In Tory Britain, it seems that the best way to secure a senior job is to lay out more xenophobic plans than the competition.
Dido Harding, a Conservative Peer, is in her waning bid to become the next head of the National Health Service (NHS).
According to The Times, her for securing the chief executive role, which comes with a salary of around £200,000, is to make the NHS less reliant on "foreign" workers. In other words, reinforce anti-migrant practices not just at the borders, but also within our doctors' surgeries and hospitals.
It feels surreal that this policy would be up for consideration, let alone be a selling point for the Baroness's candidacy.
We are still battling the horrific , during which migrant workers have been that their visas were extended swiftly and, but the Tories are already scheming to further exclude key workers who happen to be migrants.
The NHS needs migrants
Almost 14 percent of all NHS staff are migrants, people who have come over to work in a health system that desperately needs and remains structurally reliant on help from abroad. Harding's genius plan is to make up for the gap (or gaping hole) that she would create in the NHS's staffing plan, by training "British" people instead.
Perhaps the Baroness does not realise the state of healthcare education in the UK.
Colleges and universities were already facing a crisis before the pandemic due to government divestment and creeping privatisation. The pandemic has only exacerbated this and led to course closures, mass lay-offs, and an uncertain future for a number of institutions.
To add to the problem, the Tories have also scrapped NHS bursaries, a move that has reduced the number of nursing applications, for example, because it would leave so many students in considerable debt by the end of their studies.
Harding's qualifications
Then again, thinking that Harding has an actual plan, beyond whipping up xenophobia to create an easy route to power, may be overestimating her considerably.
Indeed, her recent career has been paved with catastrophic decisions, none of which she has taken responsibility for. In her current position as chair of NHS Improvement, a role she has held since 2017, she has overseen the disastrous £22bn ($30bn) Covid-19 Test and Trace programme which theCommons Public Accounts Committee found had "no clear evidence" of any impact.
It's not difficult to imagine how the money and energy that went to the failed Test and Trace scheme could have been used differently to save lives. Her excuse?
This is the person who wants to manage one of the most important institutions of our welfare state and to caretake a budget of over £150bn ($208bn).
The Tories' hostile environment
Harding is not the only one to blame. If she considers heightening xenophobic promises to be a positive step towards power and influence, it is because it has been one of the defining features of Johnson's reign so far.
Not only are Tories renowned for avoiding accountability, they also often shift blame and attention on migrants while Conservative policies damage our lives, freedom, and economy.
The PM and his cabinet have set the political agenda and, since the Brexit referendum and the latest general election, have been focusing their energies onstrengthening the and making the lives of migrants as as possible.
The Conservative-backed aims to facilitate the discriminatory practices of the Home Office, further institutionalising and intensifying xenophobia and the war on migrants.
Selling the NHS
The truth is that the idea of any Tory taking over the running of the NHS should instil fear in all of us. They have presided over years of privatisation and debilitating cuts to health services in order to paint the picture that the NHS is no longer fit for purpose. This narrative is then perversely used to justify the same concerted efforts to privatise and sell off what is left of it.
Harding, or any other member of her party heading up the NHS, is likely to continue this process and deliver a further blow to this essential service that we've been told to "save" throughout the pandemic. Disallowing 14 percent of the NHS's necessary staff is as good a way as any to manufacture structural crises to justify new reforms.
And if the future did not already seem bleak enough, the recent news of the transfer of NHS GP patient data to a centralised database that private firms can access for medical research is further cause for concern. Despite being "the biggest data grab in NHS history", and facing so much opposition that the project has been, former Health Secretary Matt Hancock defended the decision.
The Tories' track record and present behaviour should leave no room for doubt: profit is much more important to them than people's health, privacy, or lives.
As the latest involving Hancock and his aide slips from the news cycle, it's important that we focus on what is important: not the sexual escapades of those who rule us, but the danger they represent to our welfare, our future, and our NHS.
Who runs our healthcare system, the resources it receives, who it serves and how, and the treatment reserved for those working within it, all require our urgent attention - before it is too late.
Malia Bouattia is an activist, a former president of the National Union of Students, and co-founder of the Students not Suspects/Educators not Informants Network.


Problem requirements
The exercise asks you to copy every line below in which "legend" appears.

Data excerpts
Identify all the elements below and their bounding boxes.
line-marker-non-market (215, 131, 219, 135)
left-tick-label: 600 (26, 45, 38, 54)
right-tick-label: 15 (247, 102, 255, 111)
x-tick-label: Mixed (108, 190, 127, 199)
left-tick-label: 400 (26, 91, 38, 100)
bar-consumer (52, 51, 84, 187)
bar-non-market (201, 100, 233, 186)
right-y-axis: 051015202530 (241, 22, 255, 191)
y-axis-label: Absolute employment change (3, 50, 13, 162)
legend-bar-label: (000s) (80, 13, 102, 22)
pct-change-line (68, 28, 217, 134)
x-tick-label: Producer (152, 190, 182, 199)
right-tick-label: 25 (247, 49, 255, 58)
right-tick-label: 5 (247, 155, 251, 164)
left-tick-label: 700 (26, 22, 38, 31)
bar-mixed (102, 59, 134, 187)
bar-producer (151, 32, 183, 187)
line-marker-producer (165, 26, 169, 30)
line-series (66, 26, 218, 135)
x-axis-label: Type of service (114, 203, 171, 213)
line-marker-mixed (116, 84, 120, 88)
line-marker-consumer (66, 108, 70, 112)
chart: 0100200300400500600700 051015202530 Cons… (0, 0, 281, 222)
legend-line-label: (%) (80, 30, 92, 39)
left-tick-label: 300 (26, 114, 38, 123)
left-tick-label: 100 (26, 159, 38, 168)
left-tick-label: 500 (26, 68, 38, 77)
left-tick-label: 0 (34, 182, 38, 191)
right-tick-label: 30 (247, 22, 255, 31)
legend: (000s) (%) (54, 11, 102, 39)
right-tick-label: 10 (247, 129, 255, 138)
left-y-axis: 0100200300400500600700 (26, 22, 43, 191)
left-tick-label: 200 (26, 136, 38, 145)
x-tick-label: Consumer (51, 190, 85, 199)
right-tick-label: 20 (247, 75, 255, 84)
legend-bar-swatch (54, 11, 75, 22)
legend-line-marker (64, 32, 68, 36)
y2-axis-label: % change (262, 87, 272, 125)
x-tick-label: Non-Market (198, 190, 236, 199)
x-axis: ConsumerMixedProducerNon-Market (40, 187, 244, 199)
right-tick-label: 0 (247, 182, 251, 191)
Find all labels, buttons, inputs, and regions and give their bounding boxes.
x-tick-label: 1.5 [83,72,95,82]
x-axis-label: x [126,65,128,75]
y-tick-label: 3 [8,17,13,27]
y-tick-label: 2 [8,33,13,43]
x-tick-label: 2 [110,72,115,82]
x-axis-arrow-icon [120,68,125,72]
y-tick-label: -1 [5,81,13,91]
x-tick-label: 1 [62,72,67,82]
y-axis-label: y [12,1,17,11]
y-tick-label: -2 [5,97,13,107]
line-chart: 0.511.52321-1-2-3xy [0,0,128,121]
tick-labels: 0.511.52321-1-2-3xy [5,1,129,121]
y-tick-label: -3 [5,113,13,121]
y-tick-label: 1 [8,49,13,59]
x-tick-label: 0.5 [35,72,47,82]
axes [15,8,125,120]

Exercise result
legend-bar-label: (000s) (80, 13, 102, 22)
legend-line-label: (%) (80, 30, 92, 39)
legend: (000s) (%) (54, 11, 102, 39)
legend-bar-swatch (54, 11, 75, 22)
legend-line-marker (64, 32, 68, 36)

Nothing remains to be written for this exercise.